Casey Nicholaw
Casey Nicholaw
Casey Nicholawis an American theatre director, choreographer and performer. He has been nominated for Tony Awards for directing and choreographing The Drowsy Chaperoneand Something Rotten!, for choreographing Monty Python's Spamalot, and choreographing The Book of Mormon, winning for his co-direction of the latter with Trey Parker. He also was nominated for the Drama Desk Awards for Outstanding Direction and Choreography for The Drowsy Chaperoneand Something Rotten!and for Outstanding Choreography for Spamalot...
NationalityAmerican
ProfessionDirector
CountryUnited States of America
In '92, I got my first Broadway show as a performer - 'Crazy for You.' I was in the ensemble. In fact, I was in eight Broadway shows as a dancer. Seven of them were original shows. That's how I learned to create something from the ground up.
I was in eighth grade when I did my first Junior Theatre show. I was in 'Annie Get Your Gun' as a dancing Indian.
I like bringing comedy to musicals. That's what's so much fun about this show, because the writers are so based in comedy. I've been able to make it dance and sing ? and keep building things ? in a way they're not used to. For me to be able to get people to laugh in dance is huge because it doesn't always happen.
I'm from San Diego. My parents weren't involved in theater, but my mother encouraged my interest in it. She bought me the cassette tape to 'A Chorus Line' and she took me and a friend out of school one day and drove us up to L.A. for a matinee. Afterward, we ate in the cafeteria. I was in junior high school. She saw the direction I was going in.
I moved to New York and couldn't get a job as an actor. And waited tables for so long.
Bouncing ideas off people when you're thinking up comedy is great.
Sometimes you feel like people go, 'Oh, he just does funny dances,' or 'That's cute.' It drives me a little crazy when someone does a dance number where all they do is kick to their head for five minutes, and everyone's like, 'That choreography is amazing.' It takes a lot to choreograph a number that also gets laughs in it.
I was so impressed. I still am. Every time I see Sutton land her jump split I'm blown away.

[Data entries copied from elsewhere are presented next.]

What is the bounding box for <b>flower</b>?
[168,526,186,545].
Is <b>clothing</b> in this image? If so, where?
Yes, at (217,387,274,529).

Momentum is key. We really wanted to get to Broadway this season. I hated the idea of losing anyone in the cast.
I have a Tony Award now. It hasn't changed too much in the theater world, but it gives me entree for film stuff and TV stuff, where people will see me more easily now because they know me.
We've all been through that at one time or another where you escape to something that makes you not feel what you're going through. I think that's what makes people respond on an emotional level.
I look around at people who had success so early and then didn't know what to do with themselves.
I was in 'Seussical,' and I was in a cage onstage in a purple yarn suit singing backup, and I was like: 'I've had it. I can't do this anymore.' I will say for the record that I did love the show, but I was like: 'I want to do something else. I need a little more.'
I was always bossy as a kid. I made my friends do shows that I wrote and would take them on tour from house to house.